EGG GATHERING.
ARCTIC BIRDS.
But the scene of greatest life, in the arctic regions, is to be found among the birds. On the rocky cliffs, that stand out in the Polar sea in the short northern summer, they are to be found in such quantities as to literally darken the sky. Auks, and gulls, and ducks, cover the rocks. The most daring arctic explorer has never penetrated to lands where he has not found the eider duck. Well may this bird dare to make journeys into tracts where none can follow. With its warm coat it can bid defiance to the cold, and on its swift wing it can fly over fifty miles an hour, and should danger arise, can soon be beyond its reach. The hardy natives of Iceland gather each year large quantities of their feathers, which have a high value. Reaching their nests they take from them the delicate feathers, which the female bird has pulled from her breast to make a soft covering for the expected young. No sooner does she find her nest bare, than she again pulls a fresh supply, which is again taken from her. A third time she lines anew her nest, and now she is left in peace, for if again disturbed, the bird deserts entirely her accustomed breeding place, and seeks a new region beyond the reach of man.
BIRD CATCHING.
Coasts, such as those of Norway, where the rocky cliffs rising hundreds of feet above the sea stretch for mile after mile, are especially fancied by sea birds. Every ledge is crowded with their nests, while the air is dark with them. But no cliff can protect them against their great enemy, man. No cliff is too inaccessible for him to reach.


> _How to complete this task_
In the data, extract each line that holds the string "Orientation".

[Data records for software interfaces]
○ ○ ○ ○ ○
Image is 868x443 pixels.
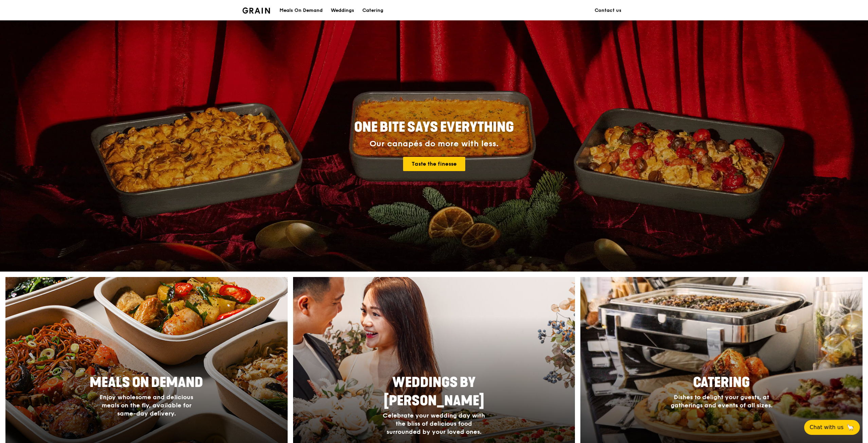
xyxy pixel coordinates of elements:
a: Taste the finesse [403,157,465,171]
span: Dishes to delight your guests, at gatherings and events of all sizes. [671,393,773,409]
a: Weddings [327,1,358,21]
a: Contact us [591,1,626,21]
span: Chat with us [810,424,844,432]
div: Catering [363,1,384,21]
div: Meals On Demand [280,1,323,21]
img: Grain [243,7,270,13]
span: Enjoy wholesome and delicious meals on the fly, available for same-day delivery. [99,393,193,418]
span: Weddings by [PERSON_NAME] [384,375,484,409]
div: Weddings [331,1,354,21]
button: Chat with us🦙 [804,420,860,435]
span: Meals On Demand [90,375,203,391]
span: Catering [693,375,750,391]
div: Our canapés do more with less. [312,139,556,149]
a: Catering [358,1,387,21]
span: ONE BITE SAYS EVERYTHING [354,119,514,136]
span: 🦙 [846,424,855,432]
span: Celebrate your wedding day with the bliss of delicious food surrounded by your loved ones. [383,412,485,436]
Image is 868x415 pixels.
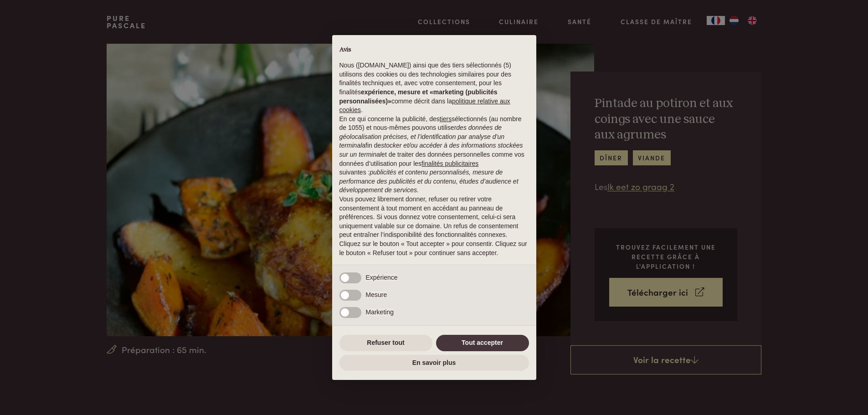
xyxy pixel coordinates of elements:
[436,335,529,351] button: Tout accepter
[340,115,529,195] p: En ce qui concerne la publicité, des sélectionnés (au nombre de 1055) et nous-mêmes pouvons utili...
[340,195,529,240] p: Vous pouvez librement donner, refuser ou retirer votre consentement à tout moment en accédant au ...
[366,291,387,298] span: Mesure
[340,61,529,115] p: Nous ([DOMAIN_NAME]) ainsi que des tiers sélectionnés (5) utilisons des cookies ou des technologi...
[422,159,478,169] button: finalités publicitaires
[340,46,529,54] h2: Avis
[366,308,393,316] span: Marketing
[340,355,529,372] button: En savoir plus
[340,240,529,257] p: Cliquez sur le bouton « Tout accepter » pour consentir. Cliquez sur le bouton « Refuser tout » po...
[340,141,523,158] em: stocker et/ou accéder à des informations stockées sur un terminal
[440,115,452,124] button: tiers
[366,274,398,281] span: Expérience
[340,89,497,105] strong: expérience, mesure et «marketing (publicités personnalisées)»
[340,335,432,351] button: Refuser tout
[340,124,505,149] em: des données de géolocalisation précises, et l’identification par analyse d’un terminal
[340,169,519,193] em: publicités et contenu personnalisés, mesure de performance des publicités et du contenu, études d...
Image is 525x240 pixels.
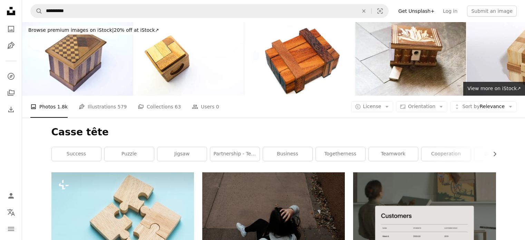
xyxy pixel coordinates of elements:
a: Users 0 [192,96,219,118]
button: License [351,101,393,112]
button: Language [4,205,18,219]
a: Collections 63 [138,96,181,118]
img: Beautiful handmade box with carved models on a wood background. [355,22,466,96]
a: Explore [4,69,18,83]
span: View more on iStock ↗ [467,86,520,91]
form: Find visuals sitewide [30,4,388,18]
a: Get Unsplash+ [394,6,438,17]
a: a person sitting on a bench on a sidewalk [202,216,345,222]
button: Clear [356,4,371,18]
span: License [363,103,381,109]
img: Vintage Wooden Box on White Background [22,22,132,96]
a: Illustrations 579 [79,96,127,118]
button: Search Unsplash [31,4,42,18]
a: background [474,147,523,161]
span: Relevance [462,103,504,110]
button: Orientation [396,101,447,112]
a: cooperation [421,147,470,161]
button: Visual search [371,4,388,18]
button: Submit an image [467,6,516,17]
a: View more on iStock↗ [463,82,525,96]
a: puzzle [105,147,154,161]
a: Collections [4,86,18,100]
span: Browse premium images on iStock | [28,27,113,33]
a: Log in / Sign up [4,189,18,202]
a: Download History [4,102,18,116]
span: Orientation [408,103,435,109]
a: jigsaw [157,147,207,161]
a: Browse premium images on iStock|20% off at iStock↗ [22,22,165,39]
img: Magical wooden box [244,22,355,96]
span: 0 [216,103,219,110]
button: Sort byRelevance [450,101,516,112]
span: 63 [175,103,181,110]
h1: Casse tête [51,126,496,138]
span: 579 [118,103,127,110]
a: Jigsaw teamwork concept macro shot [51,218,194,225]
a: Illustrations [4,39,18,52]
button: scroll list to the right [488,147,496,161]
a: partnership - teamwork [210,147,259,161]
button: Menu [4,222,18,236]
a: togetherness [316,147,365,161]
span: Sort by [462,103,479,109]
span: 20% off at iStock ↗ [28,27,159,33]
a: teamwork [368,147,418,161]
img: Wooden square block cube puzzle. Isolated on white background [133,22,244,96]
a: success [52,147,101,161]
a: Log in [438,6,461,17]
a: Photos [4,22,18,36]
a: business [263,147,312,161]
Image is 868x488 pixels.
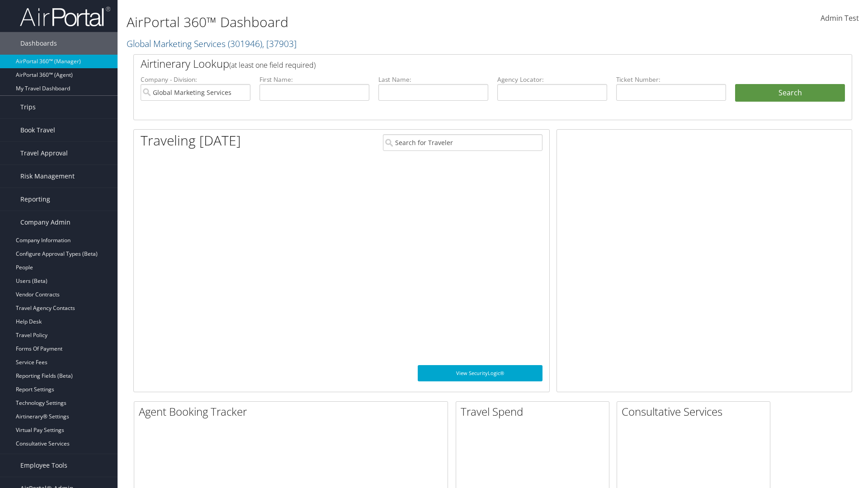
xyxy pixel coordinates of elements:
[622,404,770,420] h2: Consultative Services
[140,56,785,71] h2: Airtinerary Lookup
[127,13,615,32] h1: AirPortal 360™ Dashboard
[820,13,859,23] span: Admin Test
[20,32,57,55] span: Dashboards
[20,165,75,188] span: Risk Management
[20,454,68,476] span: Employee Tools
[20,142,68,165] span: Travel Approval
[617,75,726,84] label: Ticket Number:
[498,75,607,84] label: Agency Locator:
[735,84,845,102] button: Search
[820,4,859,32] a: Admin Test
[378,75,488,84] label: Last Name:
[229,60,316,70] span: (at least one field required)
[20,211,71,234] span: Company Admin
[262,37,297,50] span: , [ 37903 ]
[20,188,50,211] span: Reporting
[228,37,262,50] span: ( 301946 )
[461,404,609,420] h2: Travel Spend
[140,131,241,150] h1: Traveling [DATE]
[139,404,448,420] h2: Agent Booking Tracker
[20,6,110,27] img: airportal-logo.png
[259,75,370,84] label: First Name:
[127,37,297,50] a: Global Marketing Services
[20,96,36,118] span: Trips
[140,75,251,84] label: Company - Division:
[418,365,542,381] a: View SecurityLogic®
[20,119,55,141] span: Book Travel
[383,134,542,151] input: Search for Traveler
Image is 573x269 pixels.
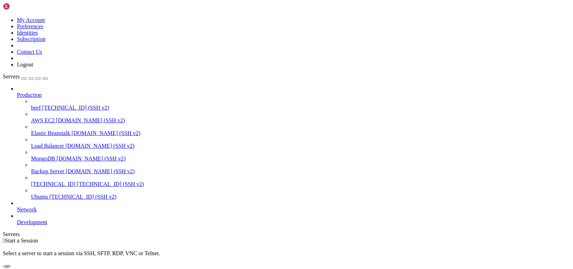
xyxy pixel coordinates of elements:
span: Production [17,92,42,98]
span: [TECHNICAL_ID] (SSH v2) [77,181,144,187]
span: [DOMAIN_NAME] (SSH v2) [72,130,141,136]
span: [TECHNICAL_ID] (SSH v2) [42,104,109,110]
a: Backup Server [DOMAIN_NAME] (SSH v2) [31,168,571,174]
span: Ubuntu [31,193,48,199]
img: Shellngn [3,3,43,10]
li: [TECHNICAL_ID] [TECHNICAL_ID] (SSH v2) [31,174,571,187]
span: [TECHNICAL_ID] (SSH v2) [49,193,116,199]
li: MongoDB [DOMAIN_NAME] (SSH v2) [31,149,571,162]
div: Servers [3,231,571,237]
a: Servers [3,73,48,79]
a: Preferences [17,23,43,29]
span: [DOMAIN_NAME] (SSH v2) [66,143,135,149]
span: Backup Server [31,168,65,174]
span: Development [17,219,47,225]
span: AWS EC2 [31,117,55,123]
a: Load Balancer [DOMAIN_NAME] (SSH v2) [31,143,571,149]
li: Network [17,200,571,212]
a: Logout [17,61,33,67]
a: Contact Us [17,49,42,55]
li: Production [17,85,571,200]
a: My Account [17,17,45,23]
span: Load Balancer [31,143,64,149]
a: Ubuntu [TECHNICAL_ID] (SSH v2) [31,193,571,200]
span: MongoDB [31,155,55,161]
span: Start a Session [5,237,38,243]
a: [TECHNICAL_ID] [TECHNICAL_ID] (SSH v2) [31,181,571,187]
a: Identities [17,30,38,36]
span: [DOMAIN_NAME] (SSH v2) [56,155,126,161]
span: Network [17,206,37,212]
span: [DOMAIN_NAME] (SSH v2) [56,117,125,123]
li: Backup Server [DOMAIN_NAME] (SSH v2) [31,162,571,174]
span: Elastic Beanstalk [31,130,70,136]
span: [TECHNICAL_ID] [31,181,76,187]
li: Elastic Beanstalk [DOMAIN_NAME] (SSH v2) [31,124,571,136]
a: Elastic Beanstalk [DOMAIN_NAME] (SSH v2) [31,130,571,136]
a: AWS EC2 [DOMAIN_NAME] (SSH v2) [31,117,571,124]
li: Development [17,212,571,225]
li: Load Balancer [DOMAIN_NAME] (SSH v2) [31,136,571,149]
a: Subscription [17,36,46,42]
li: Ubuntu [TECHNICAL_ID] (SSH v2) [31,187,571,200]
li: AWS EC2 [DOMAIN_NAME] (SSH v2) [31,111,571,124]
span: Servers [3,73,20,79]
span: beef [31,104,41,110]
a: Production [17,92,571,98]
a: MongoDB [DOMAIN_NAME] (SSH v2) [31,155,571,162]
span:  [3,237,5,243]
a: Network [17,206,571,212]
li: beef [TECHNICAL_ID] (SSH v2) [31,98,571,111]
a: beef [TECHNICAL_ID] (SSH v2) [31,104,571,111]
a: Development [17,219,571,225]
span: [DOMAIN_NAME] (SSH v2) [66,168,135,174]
○ ○ ○ ○ ○
> _Response below_
button: Orientation [396,101,447,112]
span: Orientation [408,103,435,109]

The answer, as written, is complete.